Fur, in Commerce, signifies the skins of several species of animals, dressed in alum, with the hair on, and used for the purposes of dress. The kinds mostly made use of are those of the ermine, sable, beaver, hare, rabbit, etc. The fur, properly so called, of various amphibious animals, as the seal and beaver, is protected by a coating of long coarse hair; this hair requires to be removed prior to the short fur being sheared off for the purpose of covering hats. This is generally effected by hand, for which purpose women and children are em-ployed; but a patent has recently been obtained by Mr. A. Bell for a machine for performing the operation, the mechanical arrangements of which appear to be simple and effective. The skin passes round a projecting bed, and is advanced by machinery arranged for that purpose, the tension of the skin being duly maintained by weights. In front of the projecting bed are two cylinders of greater length than the width of the skins, and four or five inches in diameter. Over the circumference of each of these cylinders, but in contrary directions, is wound, in a spiral line, a projecting rib; each of these ribs making only one revolution of the cylinder in spirally traversing its entire length.

These cylinders are driven by means of a rigger on the axis of the lower one, and are placed so near to each other as to occasion the ribs to come in contact and to press whatever hair or fur comes between them. As the skin is drawn forward over the edge of the projecting bed the long hairs stand nearly at right angles to the ribs on the cylinders, which, in their revolution, forcibly seize the hairs, and extract the same. In order that the pressure of the ribs may be somewhat elastic, and take better hold of the hairs, they are covered with leather.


Where a line in the records below includes "flag", pull that line out.

== Data excerpts ==

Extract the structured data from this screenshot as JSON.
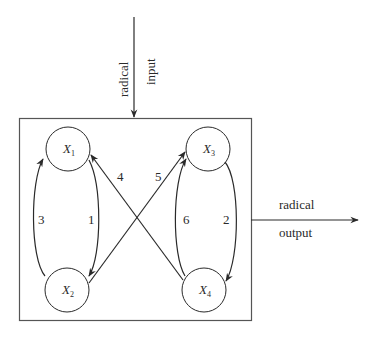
{
  "diagram": {
    "input": {
      "line1": "radical",
      "line2": "input"
    },
    "output": {
      "line1": "radical",
      "line2": "output"
    },
    "nodes": [
      {
        "id": "X1",
        "base": "X",
        "sub": "1"
      },
      {
        "id": "X2",
        "base": "X",
        "sub": "2"
      },
      {
        "id": "X3",
        "base": "X",
        "sub": "3"
      },
      {
        "id": "X4",
        "base": "X",
        "sub": "4"
      }
    ],
    "edges": [
      {
        "label": "1",
        "from": "X1",
        "to": "X2"
      },
      {
        "label": "2",
        "from": "X3",
        "to": "X4"
      },
      {
        "label": "3",
        "from": "X2",
        "to": "X1"
      },
      {
        "label": "4",
        "from": "X4",
        "to": "X1"
      },
      {
        "label": "5",
        "from": "X2",
        "to": "X3"
      },
      {
        "label": "6",
        "from": "X4",
        "to": "X3"
      }
    ],
    "colors": {
      "stroke": "#2a2a2a",
      "box": "#555555"
    }
  }
}
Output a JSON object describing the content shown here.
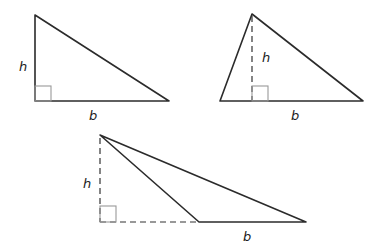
{
  "colors": {
    "edge": "#2b2b2b",
    "dashed": "#333333",
    "right_angle_marker": "#999999",
    "background": "#ffffff"
  },
  "triangles": [
    {
      "name": "right-triangle",
      "height_label": "h",
      "base_label": "b",
      "vertices": [
        [
          35,
          15
        ],
        [
          35,
          101
        ],
        [
          169,
          101
        ]
      ],
      "height_style": "solid-leg",
      "right_angle_box": [
        35,
        86,
        16,
        15
      ]
    },
    {
      "name": "acute-triangle",
      "height_label": "h",
      "base_label": "b",
      "vertices": [
        [
          252,
          14
        ],
        [
          220,
          101
        ],
        [
          363,
          101
        ]
      ],
      "height_style": "dashed-interior",
      "right_angle_box": [
        252,
        86,
        16,
        15
      ]
    },
    {
      "name": "obtuse-triangle",
      "height_label": "h",
      "base_label": "b",
      "vertices": [
        [
          100,
          135
        ],
        [
          199,
          222
        ],
        [
          306,
          222
        ]
      ],
      "height_style": "dashed-exterior",
      "right_angle_box": [
        100,
        206,
        16,
        16
      ]
    }
  ]
}
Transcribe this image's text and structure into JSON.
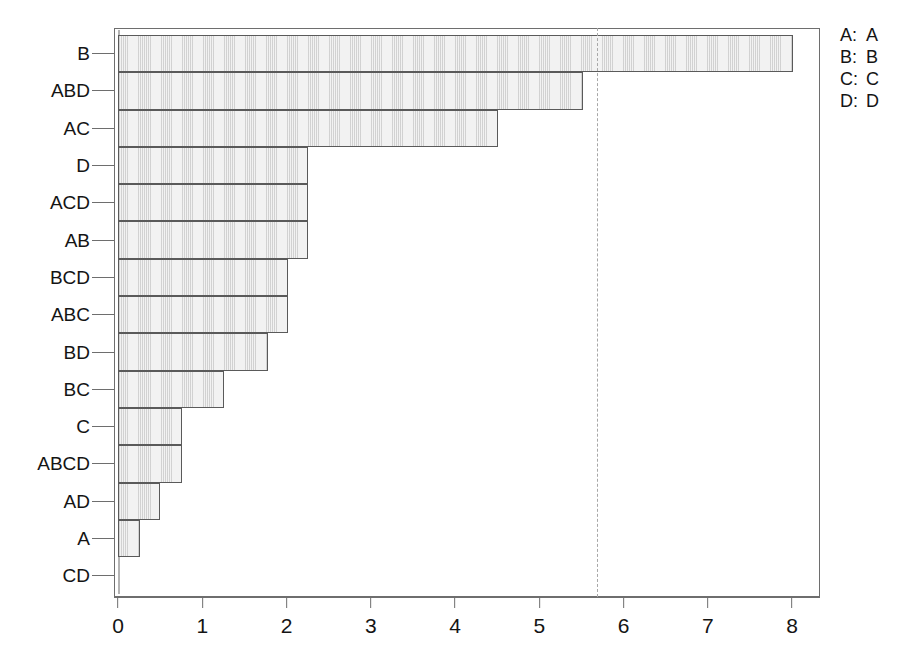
{
  "chart_data": {
    "type": "bar",
    "orientation": "horizontal",
    "title": "",
    "xlabel": "",
    "ylabel": "",
    "xlim": [
      0,
      8.38
    ],
    "xticks": [
      "0",
      "1",
      "2",
      "3",
      "4",
      "5",
      "6",
      "7",
      "8"
    ],
    "xtick_values": [
      0,
      1,
      2,
      3,
      4,
      5,
      6,
      7,
      8
    ],
    "grid": false,
    "categories": [
      "B",
      "ABD",
      "AC",
      "D",
      "ACD",
      "AB",
      "BCD",
      "ABC",
      "BD",
      "BC",
      "C",
      "ABCD",
      "AD",
      "A",
      "CD"
    ],
    "values": [
      8.01,
      5.52,
      4.51,
      2.26,
      2.26,
      2.26,
      2.02,
      2.02,
      1.78,
      1.26,
      0.76,
      0.76,
      0.5,
      0.26,
      0
    ],
    "reference_line": {
      "value": 5.69,
      "style": "dashed",
      "color": "#a8a8a8"
    },
    "bar_fill": "#f2f2f2",
    "bar_edge": "#5a5a5a",
    "legend_position": "right"
  },
  "legend": {
    "entries": [
      {
        "key": "A:",
        "value": "A"
      },
      {
        "key": "B:",
        "value": "B"
      },
      {
        "key": "C:",
        "value": "C"
      },
      {
        "key": "D:",
        "value": "D"
      }
    ]
  }
}
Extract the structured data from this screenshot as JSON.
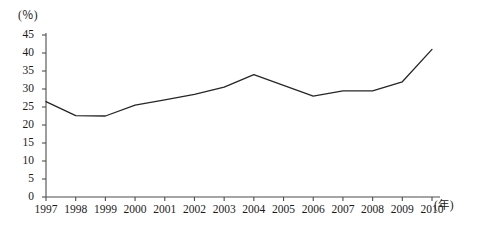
{
  "chart_data": {
    "type": "line",
    "title": "",
    "xlabel": "(年)",
    "ylabel": "(％)",
    "categories": [
      "1997",
      "1998",
      "1999",
      "2000",
      "2001",
      "2002",
      "2003",
      "2004",
      "2005",
      "2006",
      "2007",
      "2008",
      "2009",
      "2010"
    ],
    "values": [
      26.5,
      22.6,
      22.5,
      25.5,
      27,
      28.5,
      30.5,
      34,
      31,
      28,
      29.5,
      29.5,
      32,
      41
    ],
    "series": [
      {
        "name": "",
        "values": [
          26.5,
          22.6,
          22.5,
          25.5,
          27,
          28.5,
          30.5,
          34,
          31,
          28,
          29.5,
          29.5,
          32,
          41
        ]
      }
    ],
    "ylim": [
      0,
      45
    ],
    "yticks": [
      0,
      5,
      10,
      15,
      20,
      25,
      30,
      35,
      40,
      45
    ],
    "ytick_labels": [
      "0",
      "5",
      "10",
      "15",
      "20",
      "25",
      "30",
      "35",
      "40",
      "45"
    ],
    "grid": false,
    "legend": "none",
    "line_color": "#262626",
    "axis_color": "#4d4d4d"
  },
  "axes": {
    "y_unit_label": "(％)",
    "x_unit_label": "(年)"
  }
}
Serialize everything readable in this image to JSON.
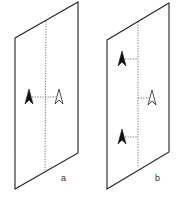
{
  "panels": [
    {
      "label": "a",
      "sheet": {
        "tl": [
          15,
          38
        ],
        "tr": [
          78,
          2
        ],
        "br": [
          78,
          153
        ],
        "bl": [
          15,
          189
        ]
      },
      "axis": {
        "x1": 46,
        "y1": 21,
        "x2": 45,
        "y2": 170
      },
      "filled_arrows": [
        {
          "x": 29,
          "y": 97,
          "tick_to": 45
        }
      ],
      "outline_arrows": [
        {
          "x": 59,
          "y": 97,
          "tick_from": 45
        }
      ],
      "label_pos": [
        61,
        181
      ]
    },
    {
      "label": "b",
      "sheet": {
        "tl": [
          107,
          40
        ],
        "tr": [
          169,
          3
        ],
        "br": [
          169,
          152
        ],
        "bl": [
          107,
          189
        ]
      },
      "axis": {
        "x1": 138,
        "y1": 22,
        "x2": 138,
        "y2": 168
      },
      "filled_arrows": [
        {
          "x": 122,
          "y": 59,
          "tick_to": 138
        },
        {
          "x": 122,
          "y": 137,
          "tick_to": 138
        }
      ],
      "outline_arrows": [
        {
          "x": 152,
          "y": 98,
          "tick_from": 138
        }
      ],
      "label_pos": [
        155,
        181
      ]
    }
  ],
  "colors": {
    "line": "#222222",
    "dotted": "#555555",
    "fill": "#111111"
  }
}
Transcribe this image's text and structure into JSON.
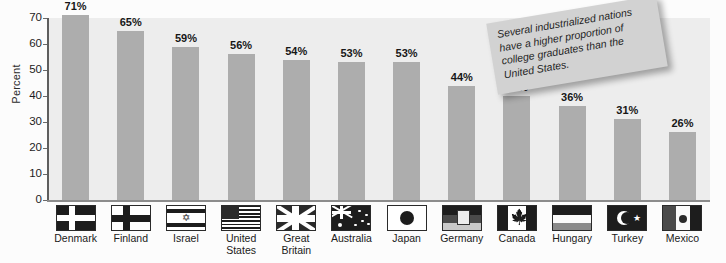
{
  "chart_data": {
    "type": "bar",
    "title": "",
    "xlabel": "",
    "ylabel": "Percent",
    "ylim": [
      0,
      70
    ],
    "yticks": [
      0,
      10,
      20,
      30,
      40,
      50,
      60,
      70
    ],
    "grid": false,
    "legend": "none",
    "categories": [
      "Denmark",
      "Finland",
      "Israel",
      "United States",
      "Great Britain",
      "Australia",
      "Japan",
      "Germany",
      "Canada",
      "Hungary",
      "Turkey",
      "Mexico"
    ],
    "values": [
      71,
      65,
      59,
      56,
      54,
      53,
      53,
      44,
      40,
      36,
      31,
      26
    ],
    "value_labels": [
      "71%",
      "65%",
      "59%",
      "56%",
      "54%",
      "53%",
      "53%",
      "44%",
      "40%",
      "36%",
      "31%",
      "26%"
    ],
    "bar_color": "#adadad",
    "plot_background": "#ededed"
  },
  "annotation": {
    "note_text": "Several industrialized nations have a higher proportion of college graduates than the United States.",
    "note_color": "#d2d2d2"
  },
  "axis": {
    "y_title": "Percent",
    "ticks": [
      "70",
      "60",
      "50",
      "40",
      "30",
      "20",
      "10",
      "0"
    ]
  },
  "categories": [
    {
      "label": "Denmark",
      "value_label": "71%",
      "flag": "flag-denmark"
    },
    {
      "label": "Finland",
      "value_label": "65%",
      "flag": "flag-finland"
    },
    {
      "label": "Israel",
      "value_label": "59%",
      "flag": "flag-israel"
    },
    {
      "label": "United States",
      "value_label": "56%",
      "flag": "flag-united-states"
    },
    {
      "label": "Great Britain",
      "value_label": "54%",
      "flag": "flag-great-britain"
    },
    {
      "label": "Australia",
      "value_label": "53%",
      "flag": "flag-australia"
    },
    {
      "label": "Japan",
      "value_label": "53%",
      "flag": "flag-japan"
    },
    {
      "label": "Germany",
      "value_label": "44%",
      "flag": "flag-germany"
    },
    {
      "label": "Canada",
      "value_label": "40%",
      "flag": "flag-canada"
    },
    {
      "label": "Hungary",
      "value_label": "36%",
      "flag": "flag-hungary"
    },
    {
      "label": "Turkey",
      "value_label": "31%",
      "flag": "flag-turkey"
    },
    {
      "label": "Mexico",
      "value_label": "26%",
      "flag": "flag-mexico"
    }
  ]
}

===

* [Solution to this exercise]:
      "flag": "flag-denmark"
      "flag": "flag-finland"
      "flag": "flag-israel"
      "flag": "flag-united-states"
      "flag": "flag-great-britain"
      "flag": "flag-australia"
      "flag": "flag-japan"
      "flag": "flag-germany"
      "flag": "flag-canada"
      "flag": "flag-hungary"
      "flag": "flag-turkey"
      "flag": "flag-mexico"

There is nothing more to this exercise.